Museveni’s parting with Rwakasiisi was actually shaped by the latter’s friendship with Obote. In December 1979, Obote had called Rwakasiisi from Nairobi saying that then-Tanzanian president, Julius Nyerere, wanted to see him. Rwakasiisi went to stay at Obote’s residence in Musasani, Dar es Salaam where Nyerere came to visit on December 28 and talked to Rwakasiisi.

At the time, Tanzanian troops were deep inside Uganda supported by two Ugandan military groups: FRONASA under Museveni taking the Western Axis (Mbarara to Masindi) and KikosiMaalumu, a pro-Obote unit under Col. Oyite Ojok taking the Central Axis through Masaka to Kampala.

It seems Obote had convinced Nyerere that Museveni did not have much support in western Uganda as he had told the Tanzanian president. Thus, at the meeting, Nyerere asked Rwakasiisi to go to the Western Axis to build another Ugandan force there. This, it seems, is what set the stage for the bitter rivalry that was to emerge between Museveni and Rwakasiisi.

This initial conflict was later made worse when Rwakasiisi became the all-powerful minister for security in Obote’spost-1980 government, a factor that placed him in direct charge of security operations against Museveni who had launched a post-election rebel movement. By the time Obote’sgovernment  fell and Museveni took over power, Rwakasiisi was the most feared, hated and reviled actor in Obote’s inner circle.

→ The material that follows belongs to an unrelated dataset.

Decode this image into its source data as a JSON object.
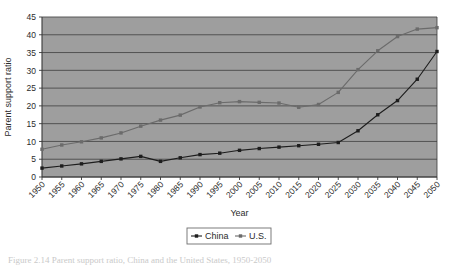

It appears this bitter political rivalry did not extinguish their once shared friendship. Obote once told me that during the struggle in Luwero, he had ordered Rwakasiisi to take care of Museveni’s parents, a duty Rwakasiisi must have executed well since none of Museveni’s parents was killed. Perhaps it was because of this that when Rwakasiisi was diagnosed with diabetes in December 1995, Museveni sent him his personal legal secretaries – Fox Adoi and Mike J. Chibita – to visit him. After they reported back to the President, Museveni again sent Rwakasiisi his personal doctor to examine him. From then, the government of Uganda would buy all the drugs Rwakasiisi needed for his treatment – drugs that were very expensive. That is how the mending of fences, which culminated in Museveni attending the 110th birthday celebrations of Rwakasiisi’s father on June 30, started.